Thousands of additional people seeking asylum in Western Europe have pushed through police lines at Austria’s main border crossing with Hungary and set off on foot on the highway towards Vienna. They began their march after rail traffic was sharply reduced due to overcrowding, despite moves by authorities to compensate for that at the Nickelsdorf crossing, the Associated Press news agency reported.
Police spokesman Helmut Marban said there was “some kind of group dynamic” that started with a few people beginning to walk towards Vienna and quickly developed into a large movement of people. Regularly scheduled trains from Nickelsdorf continued to other Austrian destinations, including Vienna, with three departures scheduled. But the railway company announced an end to special shuttles between Nickelsdorf and Vienna that had been running for days. Buses and taxis were called to Nickelsdorf to take refugees to the Austrian capital.
Refugees also continued to enter from Serbia to Hungary, the last stop before reaching Western Europe, yesterday, walking along railway tracks. Families with little children were sitting on the ground at Hungary’s Roszke crossing, sharing food donations and taking care of their youngest family members while taking a rest during their march.
At a station in Roszke, where refugees are temporarily held, the wife of an Austrian politician has filmed the chaos as police threw food to refugees, saying that they were being treated like “animals”.
Hungary has recently increased the number of soldiers building its anti-refugee border fence in order to speed up the construction process. The country wants to erect the sharply-criticised fence along its border with Serbia as it struggles to cope with huge numbers of refugees travelling up from Greece and the Balkans.
Foreign Minister Peter Szijjarto said yesterday that the number of refugees entering the country could rise to 400,000 to 500,000 by the end of the year. More than 170,000 migrants, many of them refugees from conflicts in the Middle East, have been recorded entering Hungary so far this year. Vast majority of them are heading towards Germany via Austria.
In a statement yesterday, Peter Salama, UNICEF’s regional director for the Middle East and North Africa, said that millions more in Syria could become refugees and head to Europe if there is no end to the war.
More than 430,000 refugees and migrants have crossed the Mediterranean to Europe so far in 2015, a record number that is more than double the total for the whole of last year, the International Organization for Migration said. Meanwhile, Macedonia’s Foreign Minister Nikola Poposki has said that his country might follow Hungary’s example and build a border fence to stem the influx of refugees trekking through the Balkans to reach Western Europe.
The news comes as foreign ministers from four Central European nations met in Prague yesterday, amid a growing rift over the refugee crisis. The Czech Republic, Hungary, Poland and Slovakia reject quotas proposed by the EU Commission, which proposed 120,000 additional asylum seekers per year to be shared out between 28 member states.
“We too will need some kind of physical defence to reduce illegal border crossing . . . Either soldiers or a fence or a combination of the two,” Poposki was quoted as saying in an interview with Hungarian business weekly Figyelo on Thursday. He said his country was currently forced to let the 3,000 to 4,000 migrants who arrive in his country on a daily basis continue their journey to Serbia and Hungary unimpeded. “There is no European consensus on how we can handle this question,” he said.
As of 0600 GMT yesterday, an estimated 7,600 refugees had already crossed into Macedonia from Greece in a 24-hour period, according to the UN refugee agency. Peter Salama, UNICEF’s regional director for the Middle East and North Africa, said millions of people in Syria could become refugees and head to Europe if there is no end to the war.
Al Jazeera’s Hoda Abdel Hamid, reporting from the border between Greece and Macedonia yesterday, said the situation has settled down after tensions on Thursday. At the border crossing station, from where our correspondent was reporting, about 1,500 had crossed yesterday morning. They are reportedly being organised into groups of 50 people.
From there, public transportation will then take them to the border with Serbia, our correspondent said. But overnight, the situation was tense, with “impatient” refugees facing off with the police. “Macedonian border police had blocked their path and frustrations grew once more,” she said. “This is not the first time for the Macedonian border guards to use force.”
Syrian refugees Bassem, his wife Marwa, and their child Ali, were among those in the crowd. They left Syria 25 days ago, entering Greece through the island of Rhodes. — Al Jazeera.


Print every record exactly, but leave out the pictures.

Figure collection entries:
───

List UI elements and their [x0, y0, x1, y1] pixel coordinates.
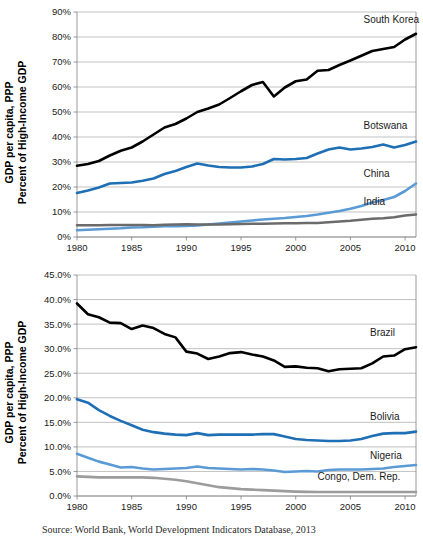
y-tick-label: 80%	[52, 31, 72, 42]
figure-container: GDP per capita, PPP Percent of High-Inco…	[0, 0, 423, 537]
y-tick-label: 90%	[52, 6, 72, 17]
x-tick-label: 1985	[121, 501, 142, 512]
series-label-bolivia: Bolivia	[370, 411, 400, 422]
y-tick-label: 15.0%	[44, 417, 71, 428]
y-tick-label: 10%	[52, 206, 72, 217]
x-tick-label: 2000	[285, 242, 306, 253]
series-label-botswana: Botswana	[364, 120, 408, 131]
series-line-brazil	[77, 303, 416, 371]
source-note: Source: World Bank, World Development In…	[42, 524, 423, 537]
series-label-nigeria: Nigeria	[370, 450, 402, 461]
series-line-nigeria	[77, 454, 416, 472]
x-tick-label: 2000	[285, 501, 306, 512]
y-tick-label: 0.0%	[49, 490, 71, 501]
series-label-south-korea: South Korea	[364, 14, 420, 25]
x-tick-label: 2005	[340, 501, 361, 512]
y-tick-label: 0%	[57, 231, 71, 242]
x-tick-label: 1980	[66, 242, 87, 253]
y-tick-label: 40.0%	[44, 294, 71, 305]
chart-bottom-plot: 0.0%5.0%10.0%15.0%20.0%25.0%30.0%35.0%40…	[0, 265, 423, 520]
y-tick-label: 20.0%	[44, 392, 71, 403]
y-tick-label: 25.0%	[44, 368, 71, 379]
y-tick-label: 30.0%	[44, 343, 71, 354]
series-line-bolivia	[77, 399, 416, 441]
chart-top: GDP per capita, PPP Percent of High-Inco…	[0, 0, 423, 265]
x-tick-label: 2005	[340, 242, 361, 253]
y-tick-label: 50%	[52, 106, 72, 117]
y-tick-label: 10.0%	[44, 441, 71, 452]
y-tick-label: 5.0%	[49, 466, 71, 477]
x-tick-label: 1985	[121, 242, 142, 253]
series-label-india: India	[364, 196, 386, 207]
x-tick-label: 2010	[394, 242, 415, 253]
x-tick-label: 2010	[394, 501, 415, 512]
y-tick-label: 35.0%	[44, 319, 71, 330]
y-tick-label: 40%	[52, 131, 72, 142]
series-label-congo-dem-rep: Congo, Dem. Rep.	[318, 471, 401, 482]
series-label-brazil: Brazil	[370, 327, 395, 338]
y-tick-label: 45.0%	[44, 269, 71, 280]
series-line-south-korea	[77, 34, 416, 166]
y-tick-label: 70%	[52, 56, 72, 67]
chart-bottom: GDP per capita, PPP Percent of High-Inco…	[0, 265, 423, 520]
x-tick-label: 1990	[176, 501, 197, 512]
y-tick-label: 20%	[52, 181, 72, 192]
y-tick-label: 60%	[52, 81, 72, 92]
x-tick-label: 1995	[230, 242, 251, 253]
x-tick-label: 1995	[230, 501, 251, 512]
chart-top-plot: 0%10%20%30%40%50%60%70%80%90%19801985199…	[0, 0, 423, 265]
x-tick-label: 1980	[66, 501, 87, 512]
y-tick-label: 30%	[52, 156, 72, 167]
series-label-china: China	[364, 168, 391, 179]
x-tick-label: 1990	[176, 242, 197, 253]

───

Reply:
List UI elements and their [x0, y0, x1, y1] pixel coordinates.
y-tick-label: 80%	[52, 31, 72, 42]
figure-container: GDP per capita, PPP Percent of High-Inco…	[0, 0, 423, 537]
y-tick-label: 90%	[52, 6, 72, 17]
x-tick-label: 1985	[121, 501, 142, 512]
series-label-bolivia: Bolivia	[370, 411, 400, 422]
y-tick-label: 15.0%	[44, 417, 71, 428]
y-tick-label: 10%	[52, 206, 72, 217]
x-tick-label: 2000	[285, 242, 306, 253]
series-label-botswana: Botswana	[364, 120, 408, 131]
series-line-brazil	[77, 303, 416, 371]
source-note: Source: World Bank, World Development In…	[42, 524, 423, 537]
series-label-nigeria: Nigeria	[370, 450, 402, 461]
series-line-nigeria	[77, 454, 416, 472]
x-tick-label: 2000	[285, 501, 306, 512]
y-tick-label: 0.0%	[49, 490, 71, 501]
series-label-south-korea: South Korea	[364, 14, 420, 25]
x-tick-label: 2005	[340, 501, 361, 512]
y-tick-label: 0%	[57, 231, 71, 242]
x-tick-label: 1980	[66, 242, 87, 253]
y-tick-label: 40.0%	[44, 294, 71, 305]
chart-bottom-plot: 0.0%5.0%10.0%15.0%20.0%25.0%30.0%35.0%40…	[0, 265, 423, 520]
y-tick-label: 20.0%	[44, 392, 71, 403]
y-tick-label: 25.0%	[44, 368, 71, 379]
y-tick-label: 30.0%	[44, 343, 71, 354]
series-line-bolivia	[77, 399, 416, 441]
chart-top: GDP per capita, PPP Percent of High-Inco…	[0, 0, 423, 265]
x-tick-label: 2005	[340, 242, 361, 253]
y-tick-label: 50%	[52, 106, 72, 117]
y-tick-label: 10.0%	[44, 441, 71, 452]
y-tick-label: 5.0%	[49, 466, 71, 477]
x-tick-label: 1985	[121, 242, 142, 253]
series-label-india: India	[364, 196, 386, 207]
x-tick-label: 2010	[394, 242, 415, 253]
x-tick-label: 2010	[394, 501, 415, 512]
y-tick-label: 35.0%	[44, 319, 71, 330]
y-tick-label: 40%	[52, 131, 72, 142]
series-label-congo-dem-rep: Congo, Dem. Rep.	[318, 471, 401, 482]
series-label-brazil: Brazil	[370, 327, 395, 338]
y-tick-label: 45.0%	[44, 269, 71, 280]
series-line-south-korea	[77, 34, 416, 166]
y-tick-label: 70%	[52, 56, 72, 67]
chart-bottom: GDP per capita, PPP Percent of High-Inco…	[0, 265, 423, 520]
x-tick-label: 1990	[176, 501, 197, 512]
y-tick-label: 20%	[52, 181, 72, 192]
y-tick-label: 60%	[52, 81, 72, 92]
x-tick-label: 1995	[230, 242, 251, 253]
x-tick-label: 1995	[230, 501, 251, 512]
chart-top-plot: 0%10%20%30%40%50%60%70%80%90%19801985199…	[0, 0, 423, 265]
x-tick-label: 1980	[66, 501, 87, 512]
y-tick-label: 30%	[52, 156, 72, 167]
series-label-china: China	[364, 168, 391, 179]
x-tick-label: 1990	[176, 242, 197, 253]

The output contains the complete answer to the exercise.